Aspirational Elitism As a Suburban Lifestyle

Tuesday, 8 July 2025: 11:45
Location: ASJE015 (Annex of the Faculty of Legal, Economic, and Social Sciences)
Oral Presentation
Agustina FRISCH, Universidad de Buenos Aires, Argentina
In Argentina, as in other Latin American countries, metropolitan expansion is reshaping the urban landscape, pushing into what scholars describe as new peripheries. Middle and high classes are central actors demanding as well as producing new, secure (and securitized), well connected urban spaces in the fringes of the metropolitan borders. These new inhabitants tend to follow residential strategies based on gated communities (GC) as the main residential choice. In Argentina, this phenomenon is referred to as elite suburbanization: high income families leave the central city to the new peripheries in the pursuit of a suburban familiar lifestyle, with privatized strategies for schooling, health, housing and security. These families do their groceries in supermarkets located in shopping centers, children are taken to school in family cars, and recreational activities frequently occur inside the GC.

Urban Latin American scholars often refer to the GC as enclaves and to the new peripheries as insular cities, fragmented and segregated. However, few have studied in particular how these residents inhabit the urban space, how they relate among them and with others, how they understand their residential and mobility strategies, and specifically, why they move to such places. Based on evidence from observations and biographical interviews from the doctoral project fieldwork held in two Argentine metropolitan areas, this presentation focuses on the concept of aspirational elitism as a way of understanding the urban life of residents of GC and the new urban developments. Evidence shows that many GC inhabitants are not part of the elite or high class but share distinctive practices, survival strategies, and urban narratives. These narratives are often shaped by an aspirational comparison to a socially constructed image of real elites, which serves as a point of reference in their daily lives.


## EXERCISE AIM
Apart from the pictures, every entry below should be repeated exactly.

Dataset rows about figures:
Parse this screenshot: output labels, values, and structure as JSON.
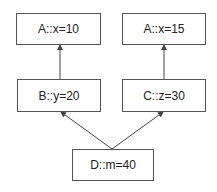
{
  "diagram": {
    "type": "inheritance-graph",
    "nodes": [
      {
        "id": "a1",
        "label": "A::x=10"
      },
      {
        "id": "a2",
        "label": "A::x=15"
      },
      {
        "id": "b",
        "label": "B::y=20"
      },
      {
        "id": "c",
        "label": "C::z=30"
      },
      {
        "id": "d",
        "label": "D::m=40"
      }
    ],
    "edges": [
      {
        "from": "b",
        "to": "a1"
      },
      {
        "from": "c",
        "to": "a2"
      },
      {
        "from": "d",
        "to": "b"
      },
      {
        "from": "d",
        "to": "c"
      }
    ],
    "colors": {
      "border": "#555555",
      "arrow": "#444444",
      "text": "#222222",
      "background": "#ffffff"
    }
  }
}
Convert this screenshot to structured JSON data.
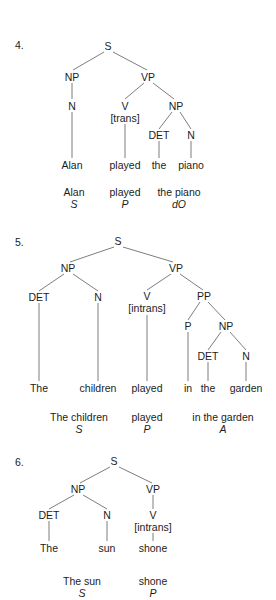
{
  "page": {
    "background_color": "#ffffff",
    "text_color": "#1c1c1c",
    "line_color": "#6e6e6e",
    "width": 276,
    "height": 600
  },
  "exercises": [
    {
      "number": "4.",
      "sentence": "Alan played the piano",
      "tree_nodes": {
        "s": "S",
        "np_subject": "NP",
        "n_subject": "N",
        "vp": "VP",
        "v": "V",
        "v_feature": "[trans]",
        "np_object": "NP",
        "det_object": "DET",
        "n_object": "N"
      },
      "leaves": [
        "Alan",
        "played",
        "the",
        "piano"
      ],
      "summary_words": [
        "Alan",
        "played",
        "the piano"
      ],
      "summary_functions": [
        "S",
        "P",
        "dO"
      ]
    },
    {
      "number": "5.",
      "sentence": "The children played in the garden",
      "tree_nodes": {
        "s": "S",
        "np_subject": "NP",
        "det_subject": "DET",
        "n_subject": "N",
        "vp": "VP",
        "v": "V",
        "v_feature": "[intrans]",
        "pp": "PP",
        "p": "P",
        "np_prep": "NP",
        "det_prep": "DET",
        "n_prep": "N"
      },
      "leaves": [
        "The",
        "children",
        "played",
        "in",
        "the",
        "garden"
      ],
      "summary_words": [
        "The children",
        "played",
        "in the garden"
      ],
      "summary_functions": [
        "S",
        "P",
        "A"
      ]
    },
    {
      "number": "6.",
      "sentence": "The sun shone",
      "tree_nodes": {
        "s": "S",
        "np_subject": "NP",
        "det_subject": "DET",
        "n_subject": "N",
        "vp": "VP",
        "v": "V",
        "v_feature": "[intrans]"
      },
      "leaves": [
        "The",
        "sun",
        "shone"
      ],
      "summary_words": [
        "The sun",
        "shone"
      ],
      "summary_functions": [
        "S",
        "P"
      ]
    }
  ]
}
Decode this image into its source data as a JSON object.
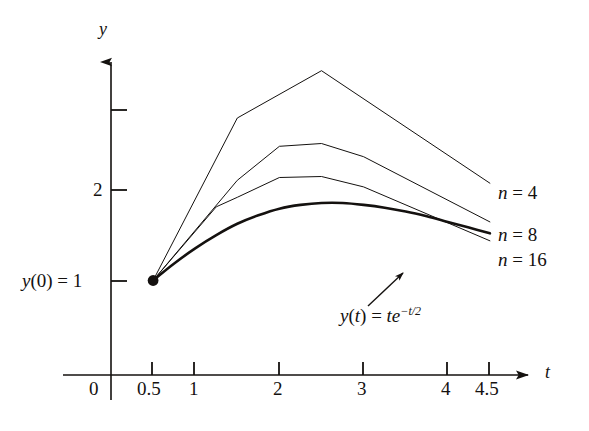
{
  "figure": {
    "axes": {
      "x_axis_name": "t",
      "y_axis_name": "y",
      "origin_label": "0"
    },
    "x_ticks": [
      {
        "value": 0.5,
        "label": "0.5"
      },
      {
        "value": 1,
        "label": "1"
      },
      {
        "value": 2,
        "label": "2"
      },
      {
        "value": 3,
        "label": "3"
      },
      {
        "value": 4,
        "label": "4"
      },
      {
        "value": 4.5,
        "label": "4.5"
      }
    ],
    "y_ticks": [
      {
        "value": 1,
        "label": "y(0) = 1"
      },
      {
        "value": 2,
        "label": "2"
      },
      {
        "value": 3,
        "label": ""
      }
    ],
    "y_initial_label": {
      "y": "y",
      "open": "(",
      "zero": "0",
      "close": ")",
      "equals": " = ",
      "one": "1"
    },
    "series_labels": [
      {
        "name": "n",
        "equals": " = ",
        "value": "4"
      },
      {
        "name": "n",
        "equals": " = ",
        "value": "8"
      },
      {
        "name": "n",
        "equals": " = ",
        "value": "16"
      }
    ],
    "exact_label": {
      "y": "y",
      "open": "(",
      "t": "t",
      "close": ")",
      "equals": " = ",
      "te": "te",
      "exponent": "−t/2",
      "full": "y(t) = te^(-t/2)"
    },
    "colors": {
      "ink": "#14110f",
      "background": "#ffffff"
    }
  },
  "chart_data": {
    "type": "line",
    "title": "",
    "xlabel": "t",
    "ylabel": "y",
    "xlim": [
      0,
      4.9
    ],
    "ylim": [
      0,
      3.45
    ],
    "grid": false,
    "legend": "inline-right-end-of-curve",
    "initial_point": {
      "t": 0.5,
      "y": 1.0,
      "label": "y(0) = 1"
    },
    "series": [
      {
        "name": "n = 4",
        "style": "piecewise-linear",
        "linewidth": 1,
        "x": [
          0.5,
          1.5,
          2.5,
          4.5
        ],
        "y": [
          1.0,
          2.72,
          3.22,
          2.03
        ]
      },
      {
        "name": "n = 8",
        "style": "piecewise-linear",
        "linewidth": 1,
        "x": [
          0.5,
          1.5,
          2.0,
          2.5,
          3.0,
          4.5
        ],
        "y": [
          1.0,
          2.06,
          2.42,
          2.45,
          2.31,
          1.62
        ]
      },
      {
        "name": "n = 16",
        "style": "piecewise-linear",
        "linewidth": 1,
        "x": [
          0.5,
          1.25,
          1.5,
          2.0,
          2.5,
          3.0,
          4.5
        ],
        "y": [
          1.0,
          1.78,
          1.88,
          2.09,
          2.1,
          1.99,
          1.42
        ]
      },
      {
        "name": "y(t) = te^(-t/2)",
        "style": "smooth-exact",
        "linewidth": 2.6,
        "x": [
          0.5,
          0.75,
          1.0,
          1.25,
          1.5,
          1.75,
          2.0,
          2.25,
          2.5,
          2.75,
          3.0,
          3.25,
          3.5,
          3.75,
          4.0,
          4.25,
          4.5
        ],
        "y": [
          1.0,
          1.18,
          1.34,
          1.48,
          1.6,
          1.69,
          1.76,
          1.8,
          1.82,
          1.82,
          1.8,
          1.77,
          1.73,
          1.68,
          1.62,
          1.56,
          1.5
        ]
      }
    ]
  }
}
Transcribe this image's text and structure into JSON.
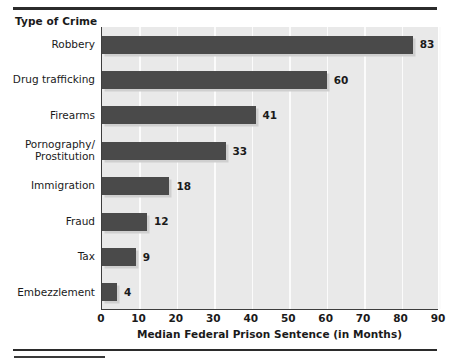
{
  "chart_data": {
    "type": "bar",
    "orientation": "horizontal",
    "title": "",
    "xlabel": "Median Federal Prison Sentence (in Months)",
    "ylabel": "Type of Crime",
    "categories": [
      "Robbery",
      "Drug trafficking",
      "Firearms",
      "Pornography/\nProstitution",
      "Immigration",
      "Fraud",
      "Tax",
      "Embezzlement"
    ],
    "values": [
      83,
      60,
      41,
      33,
      18,
      12,
      9,
      4
    ],
    "value_labels": [
      "83",
      "60",
      "41",
      "33",
      "18",
      "12",
      "9",
      "4"
    ],
    "xlim": [
      0,
      90
    ],
    "xticks": [
      0,
      10,
      20,
      30,
      40,
      50,
      60,
      70,
      80,
      90
    ],
    "xtick_labels": [
      "0",
      "10",
      "20",
      "30",
      "40",
      "50",
      "60",
      "70",
      "80",
      "90"
    ],
    "grid": "vertical",
    "legend": null,
    "bar_color": "#4a4a4a",
    "plot_background": "#e9e9e9",
    "gridline_color": "#fbfbfb",
    "shadow_color": "#cfcfcf",
    "axis_color": "#3d3d3d",
    "rule_color": "#2b2b2b"
  }
}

## ANSWER TO THE EXERCISE
Parse this screenshot: output labels, values, and structure as JSON.
{
  "diagram": {
    "type": "inheritance-graph",
    "nodes": [
      {
        "id": "a1",
        "label": "A::x=10"
      },
      {
        "id": "a2",
        "label": "A::x=15"
      },
      {
        "id": "b",
        "label": "B::y=20"
      },
      {
        "id": "c",
        "label": "C::z=30"
      },
      {
        "id": "d",
        "label": "D::m=40"
      }
    ],
    "edges": [
      {
        "from": "b",
        "to": "a1"
      },
      {
        "from": "c",
        "to": "a2"
      },
      {
        "from": "d",
        "to": "b"
      },
      {
        "from": "d",
        "to": "c"
      }
    ],
    "colors": {
      "border": "#555555",
      "arrow": "#444444",
      "text": "#222222",
      "background": "#ffffff"
    }
  }
}
Convert this screenshot to structured JSON data.
{
  "page": {
    "background_color": "#ffffff",
    "text_color": "#1c1c1c",
    "line_color": "#6e6e6e",
    "width": 276,
    "height": 600
  },
  "exercises": [
    {
      "number": "4.",
      "sentence": "Alan played the piano",
      "tree_nodes": {
        "s": "S",
        "np_subject": "NP",
        "n_subject": "N",
        "vp": "VP",
        "v": "V",
        "v_feature": "[trans]",
        "np_object": "NP",
        "det_object": "DET",
        "n_object": "N"
      },
      "leaves": [
        "Alan",
        "played",
        "the",
        "piano"
      ],
      "summary_words": [
        "Alan",
        "played",
        "the piano"
      ],
      "summary_functions": [
        "S",
        "P",
        "dO"
      ]
    },
    {
      "number": "5.",
      "sentence": "The children played in the garden",
      "tree_nodes": {
        "s": "S",
        "np_subject": "NP",
        "det_subject": "DET",
        "n_subject": "N",
        "vp": "VP",
        "v": "V",
        "v_feature": "[intrans]",
        "pp": "PP",
        "p": "P",
        "np_prep": "NP",
        "det_prep": "DET",
        "n_prep": "N"
      },
      "leaves": [
        "The",
        "children",
        "played",
        "in",
        "the",
        "garden"
      ],
      "summary_words": [
        "The children",
        "played",
        "in the garden"
      ],
      "summary_functions": [
        "S",
        "P",
        "A"
      ]
    },
    {
      "number": "6.",
      "sentence": "The sun shone",
      "tree_nodes": {
        "s": "S",
        "np_subject": "NP",
        "det_subject": "DET",
        "n_subject": "N",
        "vp": "VP",
        "v": "V",
        "v_feature": "[intrans]"
      },
      "leaves": [
        "The",
        "sun",
        "shone"
      ],
      "summary_words": [
        "The sun",
        "shone"
      ],
      "summary_functions": [
        "S",
        "P"
      ]
    }
  ]
}
Decode this image into its source data as a JSON object.
{
  "figure": {
    "axes": {
      "x_axis_name": "t",
      "y_axis_name": "y",
      "origin_label": "0"
    },
    "x_ticks": [
      {
        "value": 0.5,
        "label": "0.5"
      },
      {
        "value": 1,
        "label": "1"
      },
      {
        "value": 2,
        "label": "2"
      },
      {
        "value": 3,
        "label": "3"
      },
      {
        "value": 4,
        "label": "4"
      },
      {
        "value": 4.5,
        "label": "4.5"
      }
    ],
    "y_ticks": [
      {
        "value": 1,
        "label": "y(0) = 1"
      },
      {
        "value": 2,
        "label": "2"
      },
      {
        "value": 3,
        "label": ""
      }
    ],
    "y_initial_label": {
      "y": "y",
      "open": "(",
      "zero": "0",
      "close": ")",
      "equals": " = ",
      "one": "1"
    },
    "series_labels": [
      {
        "name": "n",
        "equals": " = ",
        "value": "4"
      },
      {
        "name": "n",
        "equals": " = ",
        "value": "8"
      },
      {
        "name": "n",
        "equals": " = ",
        "value": "16"
      }
    ],
    "exact_label": {
      "y": "y",
      "open": "(",
      "t": "t",
      "close": ")",
      "equals": " = ",
      "te": "te",
      "exponent": "−t/2",
      "full": "y(t) = te^(-t/2)"
    },
    "colors": {
      "ink": "#14110f",
      "background": "#ffffff"
    }
  },
  "chart_data": {
    "type": "line",
    "title": "",
    "xlabel": "t",
    "ylabel": "y",
    "xlim": [
      0,
      4.9
    ],
    "ylim": [
      0,
      3.45
    ],
    "grid": false,
    "legend": "inline-right-end-of-curve",
    "initial_point": {
      "t": 0.5,
      "y": 1.0,
      "label": "y(0) = 1"
    },
    "series": [
      {
        "name": "n = 4",
        "style": "piecewise-linear",
        "linewidth": 1,
        "x": [
          0.5,
          1.5,
          2.5,
          4.5
        ],
        "y": [
          1.0,
          2.72,
          3.22,
          2.03
        ]
      },
      {
        "name": "n = 8",
        "style": "piecewise-linear",
        "linewidth": 1,
        "x": [
          0.5,
          1.5,
          2.0,
          2.5,
          3.0,
          4.5
        ],
        "y": [
          1.0,
          2.06,
          2.42,
          2.45,
          2.31,
          1.62
        ]
      },
      {
        "name": "n = 16",
        "style": "piecewise-linear",
        "linewidth": 1,
        "x": [
          0.5,
          1.25,
          1.5,
          2.0,
          2.5,
          3.0,
          4.5
        ],
        "y": [
          1.0,
          1.78,
          1.88,
          2.09,
          2.1,
          1.99,
          1.42
        ]
      },
      {
        "name": "y(t) = te^(-t/2)",
        "style": "smooth-exact",
        "linewidth": 2.6,
        "x": [
          0.5,
          0.75,
          1.0,
          1.25,
          1.5,
          1.75,
          2.0,
          2.25,
          2.5,
          2.75,
          3.0,
          3.25,
          3.5,
          3.75,
          4.0,
          4.25,
          4.5
        ],
        "y": [
          1.0,
          1.18,
          1.34,
          1.48,
          1.6,
          1.69,
          1.76,
          1.8,
          1.82,
          1.82,
          1.8,
          1.77,
          1.73,
          1.68,
          1.62,
          1.56,
          1.5
        ]
      }
    ]
  }
}
Transcribe this image's text and structure into JSON.
{
  "chart_data": {
    "type": "bar",
    "orientation": "horizontal",
    "title": "",
    "xlabel": "Median Federal Prison Sentence (in Months)",
    "ylabel": "Type of Crime",
    "categories": [
      "Robbery",
      "Drug trafficking",
      "Firearms",
      "Pornography/\nProstitution",
      "Immigration",
      "Fraud",
      "Tax",
      "Embezzlement"
    ],
    "values": [
      83,
      60,
      41,
      33,
      18,
      12,
      9,
      4
    ],
    "value_labels": [
      "83",
      "60",
      "41",
      "33",
      "18",
      "12",
      "9",
      "4"
    ],
    "xlim": [
      0,
      90
    ],
    "xticks": [
      0,
      10,
      20,
      30,
      40,
      50,
      60,
      70,
      80,
      90
    ],
    "xtick_labels": [
      "0",
      "10",
      "20",
      "30",
      "40",
      "50",
      "60",
      "70",
      "80",
      "90"
    ],
    "grid": "vertical",
    "legend": null,
    "bar_color": "#4a4a4a",
    "plot_background": "#e9e9e9",
    "gridline_color": "#fbfbfb",
    "shadow_color": "#cfcfcf",
    "axis_color": "#3d3d3d",
    "rule_color": "#2b2b2b"
  }
}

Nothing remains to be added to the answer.